I think sometimes about sexing chickens. Not the sexual congress of man and poultry - like any Congress, I suspect this is the refuge of the desperately untalented - but rather the early determination of a chick's sex.
Thrust from dreams by a screeching alarm at four in the morning. Drinking coffee in the kitchen, leaning on the stove. The house disturbed by the noise, but settling back down around me, its old bones creaking. I put my cup in the sink and close the door softly, so as not to wake it.
And then the elevated. The car sways on its rails. The conductor doesn't bother to name the stops; if you're awake at this hour, you already know where you're going.
Then the warehouse, the narrow dim corridors, the row of lockers, the breakroom with its inspirational poster and mildewed refrigerator. Punch the clock, trade jacket for apron, and walk to my space. It is a small room - this is a small operation - and when he arrives, the man who stands next to me will brush against me with every move he makes. We are forced to be friendly, and I know the names of his children, his favorite TV show. Mostly, though, we do not talk. We are focused on our job.
Which is this: a pan full of chicks. They are downy creatures that struggle over one another, making thin high sounds of alarm, their feet scrabbling on the plastic. A coffee can, already stained green, and two baskets on either side. The masking tape on the baskets is peeling, and the lettering is faded: male and female.
I pick up the first chick of the day, still surprised by how light it is, how warm. A gentle squeeze, a tap against the edge of the can, and green shit squirts from the chick, hits the side and drips down to the bottom.
There is a skill to this. Very few people can see it right off; the cloaca is pink and shiny, and it seems at first that every chick is female, that none have the tell-tale bump of the male. Today the first chick is female. It's good luck, I think, and toss her into the female basket. She wobbles, catches her balance, glares at the walls of the box with her oblong eyes. I take up another chick; squeeze, tap, male, toss.
There are benefits to this job. The job security that comes with a difficult skill. The conversations at a high school reunion, classmates' bright eyes darting to my face, their surprised clucking at my occupation. The first date, the ice-breaker that nets me a good-night kiss. Reading a Jeanette Winterson novel with a laugh caught in my throat.
The most pleasing, though, is the power. I won't lie, not to you. I love having their tiny warm bodies in the pan, waiting for me to decide which way they'll go, how fast their lives will end. You know they kill the males, right? They're worthless to a breeder, unless they fatten them up for meat. Goodbye, I tell each little boy, good riddance.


_DIRECTIONS FOR THIS TASK_
Among the records that follow, find the line with "Locate an element on the screen. This" and the line with "The height and width of the screenshot is (744, 1442).". Set down those lines and all lines between them exactly, without adding anything.

:: ENTRIES SUPPLIED ::

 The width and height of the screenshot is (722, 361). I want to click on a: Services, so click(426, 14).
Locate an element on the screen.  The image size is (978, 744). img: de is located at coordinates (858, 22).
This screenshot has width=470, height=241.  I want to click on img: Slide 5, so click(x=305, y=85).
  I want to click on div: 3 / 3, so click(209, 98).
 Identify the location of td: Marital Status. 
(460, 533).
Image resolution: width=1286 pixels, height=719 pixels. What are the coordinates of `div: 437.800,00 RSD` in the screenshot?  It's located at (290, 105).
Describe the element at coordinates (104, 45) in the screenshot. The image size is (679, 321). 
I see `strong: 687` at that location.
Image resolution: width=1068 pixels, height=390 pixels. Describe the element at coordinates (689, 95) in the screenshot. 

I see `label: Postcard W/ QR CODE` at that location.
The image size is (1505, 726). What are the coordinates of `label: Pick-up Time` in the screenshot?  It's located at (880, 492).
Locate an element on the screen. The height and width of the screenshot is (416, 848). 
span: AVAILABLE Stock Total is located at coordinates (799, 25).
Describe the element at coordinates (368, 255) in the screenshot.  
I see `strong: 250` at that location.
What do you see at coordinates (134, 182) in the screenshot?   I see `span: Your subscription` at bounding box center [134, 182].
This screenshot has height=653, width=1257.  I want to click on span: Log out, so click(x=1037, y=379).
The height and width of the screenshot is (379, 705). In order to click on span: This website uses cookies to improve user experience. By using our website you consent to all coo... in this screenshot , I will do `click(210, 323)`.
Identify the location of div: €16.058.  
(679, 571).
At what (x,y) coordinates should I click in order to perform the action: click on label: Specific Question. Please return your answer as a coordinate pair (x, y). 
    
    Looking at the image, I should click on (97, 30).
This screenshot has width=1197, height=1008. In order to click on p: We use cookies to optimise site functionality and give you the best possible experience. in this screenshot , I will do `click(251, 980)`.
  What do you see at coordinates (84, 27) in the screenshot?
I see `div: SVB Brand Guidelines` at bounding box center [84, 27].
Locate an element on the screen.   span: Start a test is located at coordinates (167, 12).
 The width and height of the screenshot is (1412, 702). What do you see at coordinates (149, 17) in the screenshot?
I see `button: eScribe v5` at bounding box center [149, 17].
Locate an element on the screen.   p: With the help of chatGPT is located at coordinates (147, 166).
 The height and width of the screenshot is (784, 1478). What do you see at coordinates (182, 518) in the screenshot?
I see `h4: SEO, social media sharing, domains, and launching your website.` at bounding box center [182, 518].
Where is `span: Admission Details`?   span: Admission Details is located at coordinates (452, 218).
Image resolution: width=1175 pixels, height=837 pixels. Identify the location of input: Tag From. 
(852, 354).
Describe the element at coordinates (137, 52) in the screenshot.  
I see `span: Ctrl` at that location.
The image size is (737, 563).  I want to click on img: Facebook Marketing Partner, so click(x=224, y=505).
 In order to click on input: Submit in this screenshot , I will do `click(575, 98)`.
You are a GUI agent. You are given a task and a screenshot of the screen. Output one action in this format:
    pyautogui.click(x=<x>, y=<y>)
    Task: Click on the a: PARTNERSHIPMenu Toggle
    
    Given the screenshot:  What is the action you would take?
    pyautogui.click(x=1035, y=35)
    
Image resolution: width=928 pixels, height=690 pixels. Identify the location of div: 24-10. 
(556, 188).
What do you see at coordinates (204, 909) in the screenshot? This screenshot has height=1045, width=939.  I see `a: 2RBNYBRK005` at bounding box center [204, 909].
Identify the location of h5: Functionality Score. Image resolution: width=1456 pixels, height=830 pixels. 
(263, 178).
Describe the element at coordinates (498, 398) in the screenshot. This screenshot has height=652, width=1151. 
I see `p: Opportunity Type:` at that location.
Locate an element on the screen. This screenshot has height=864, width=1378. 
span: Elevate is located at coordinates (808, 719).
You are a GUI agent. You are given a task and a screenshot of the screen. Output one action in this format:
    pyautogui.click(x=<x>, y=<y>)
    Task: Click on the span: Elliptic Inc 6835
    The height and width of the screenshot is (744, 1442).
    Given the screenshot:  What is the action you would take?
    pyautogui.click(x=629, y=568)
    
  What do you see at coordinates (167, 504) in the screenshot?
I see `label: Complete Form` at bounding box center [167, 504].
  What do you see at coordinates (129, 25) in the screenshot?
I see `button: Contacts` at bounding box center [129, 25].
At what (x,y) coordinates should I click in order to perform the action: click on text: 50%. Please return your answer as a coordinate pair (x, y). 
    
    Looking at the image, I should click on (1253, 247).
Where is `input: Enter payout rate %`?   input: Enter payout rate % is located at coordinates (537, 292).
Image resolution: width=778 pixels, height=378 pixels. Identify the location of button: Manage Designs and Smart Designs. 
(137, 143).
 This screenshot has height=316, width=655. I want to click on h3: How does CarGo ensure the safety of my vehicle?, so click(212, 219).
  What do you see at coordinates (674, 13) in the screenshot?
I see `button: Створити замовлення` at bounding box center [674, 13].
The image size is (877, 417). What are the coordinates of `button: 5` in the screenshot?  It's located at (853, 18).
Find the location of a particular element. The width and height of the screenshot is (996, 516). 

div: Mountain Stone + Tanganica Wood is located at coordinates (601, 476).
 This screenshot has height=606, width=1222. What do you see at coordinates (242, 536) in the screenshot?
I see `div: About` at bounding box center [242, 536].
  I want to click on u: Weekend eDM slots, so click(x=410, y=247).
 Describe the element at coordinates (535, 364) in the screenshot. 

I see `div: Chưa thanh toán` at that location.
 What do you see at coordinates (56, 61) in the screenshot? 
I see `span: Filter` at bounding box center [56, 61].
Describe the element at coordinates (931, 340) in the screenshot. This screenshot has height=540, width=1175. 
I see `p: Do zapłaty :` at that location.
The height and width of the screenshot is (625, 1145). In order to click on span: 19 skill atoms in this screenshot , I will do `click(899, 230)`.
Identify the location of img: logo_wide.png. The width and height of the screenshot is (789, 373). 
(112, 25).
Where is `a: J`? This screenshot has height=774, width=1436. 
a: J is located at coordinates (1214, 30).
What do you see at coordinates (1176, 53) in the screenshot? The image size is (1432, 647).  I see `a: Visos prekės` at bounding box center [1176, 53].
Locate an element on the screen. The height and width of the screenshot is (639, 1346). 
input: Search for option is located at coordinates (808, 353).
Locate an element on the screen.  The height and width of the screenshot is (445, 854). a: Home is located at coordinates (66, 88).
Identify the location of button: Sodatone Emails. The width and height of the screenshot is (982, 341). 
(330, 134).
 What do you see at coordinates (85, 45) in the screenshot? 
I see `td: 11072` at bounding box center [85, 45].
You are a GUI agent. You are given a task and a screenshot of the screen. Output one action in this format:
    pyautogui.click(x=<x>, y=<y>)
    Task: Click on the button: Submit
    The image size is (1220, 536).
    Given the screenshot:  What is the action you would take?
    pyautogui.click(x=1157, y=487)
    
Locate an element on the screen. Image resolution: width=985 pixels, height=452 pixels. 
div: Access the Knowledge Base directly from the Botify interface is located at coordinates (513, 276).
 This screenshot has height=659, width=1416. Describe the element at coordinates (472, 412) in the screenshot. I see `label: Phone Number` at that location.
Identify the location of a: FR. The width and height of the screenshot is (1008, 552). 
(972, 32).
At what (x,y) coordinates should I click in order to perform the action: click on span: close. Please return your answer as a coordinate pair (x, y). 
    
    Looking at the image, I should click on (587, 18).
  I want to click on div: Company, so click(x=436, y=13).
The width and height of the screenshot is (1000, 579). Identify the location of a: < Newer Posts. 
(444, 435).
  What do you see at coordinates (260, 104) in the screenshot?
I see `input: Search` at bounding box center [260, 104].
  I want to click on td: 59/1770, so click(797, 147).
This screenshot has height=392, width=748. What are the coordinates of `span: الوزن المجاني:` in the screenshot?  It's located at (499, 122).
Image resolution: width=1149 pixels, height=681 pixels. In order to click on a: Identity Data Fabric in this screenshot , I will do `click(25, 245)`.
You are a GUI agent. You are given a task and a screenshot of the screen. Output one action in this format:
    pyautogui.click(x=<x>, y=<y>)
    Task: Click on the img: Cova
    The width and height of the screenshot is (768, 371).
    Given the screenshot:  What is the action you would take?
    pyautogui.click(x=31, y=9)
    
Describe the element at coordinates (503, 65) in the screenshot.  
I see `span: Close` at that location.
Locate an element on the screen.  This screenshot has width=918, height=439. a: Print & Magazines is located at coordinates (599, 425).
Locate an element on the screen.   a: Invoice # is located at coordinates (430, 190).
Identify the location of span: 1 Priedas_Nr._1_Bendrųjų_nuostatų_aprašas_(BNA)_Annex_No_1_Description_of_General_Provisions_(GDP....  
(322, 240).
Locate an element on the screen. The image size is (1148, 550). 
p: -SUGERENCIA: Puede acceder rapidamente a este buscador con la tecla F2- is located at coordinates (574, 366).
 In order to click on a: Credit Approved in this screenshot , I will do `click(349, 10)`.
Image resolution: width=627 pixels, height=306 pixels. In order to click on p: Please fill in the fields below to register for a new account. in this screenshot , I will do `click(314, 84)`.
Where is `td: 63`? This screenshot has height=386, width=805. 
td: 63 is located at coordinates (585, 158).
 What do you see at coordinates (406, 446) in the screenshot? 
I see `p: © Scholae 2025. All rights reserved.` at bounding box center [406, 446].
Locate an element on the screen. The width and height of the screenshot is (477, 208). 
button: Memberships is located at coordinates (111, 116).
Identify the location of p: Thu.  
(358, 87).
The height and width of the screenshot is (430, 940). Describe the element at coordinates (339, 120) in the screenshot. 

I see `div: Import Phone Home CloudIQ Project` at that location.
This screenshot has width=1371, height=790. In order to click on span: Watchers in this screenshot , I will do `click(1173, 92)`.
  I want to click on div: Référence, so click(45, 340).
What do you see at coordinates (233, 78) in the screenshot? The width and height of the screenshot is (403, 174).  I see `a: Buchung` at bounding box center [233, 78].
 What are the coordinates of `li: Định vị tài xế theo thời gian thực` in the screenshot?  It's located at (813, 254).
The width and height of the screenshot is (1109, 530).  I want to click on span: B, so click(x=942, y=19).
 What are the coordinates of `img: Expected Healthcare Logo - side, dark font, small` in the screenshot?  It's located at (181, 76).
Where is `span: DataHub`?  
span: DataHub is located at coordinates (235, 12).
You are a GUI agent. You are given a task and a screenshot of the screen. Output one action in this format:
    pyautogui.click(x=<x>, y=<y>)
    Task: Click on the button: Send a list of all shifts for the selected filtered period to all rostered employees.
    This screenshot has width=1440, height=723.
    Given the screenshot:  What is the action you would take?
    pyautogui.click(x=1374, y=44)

:::

_EXPECTED OUTPUT_
Locate an element on the screen. This screenshot has height=864, width=1378. 
span: Elevate is located at coordinates (808, 719).
You are a GUI agent. You are given a task and a screenshot of the screen. Output one action in this format:
    pyautogui.click(x=<x>, y=<y>)
    Task: Click on the span: Elliptic Inc 6835
    The height and width of the screenshot is (744, 1442).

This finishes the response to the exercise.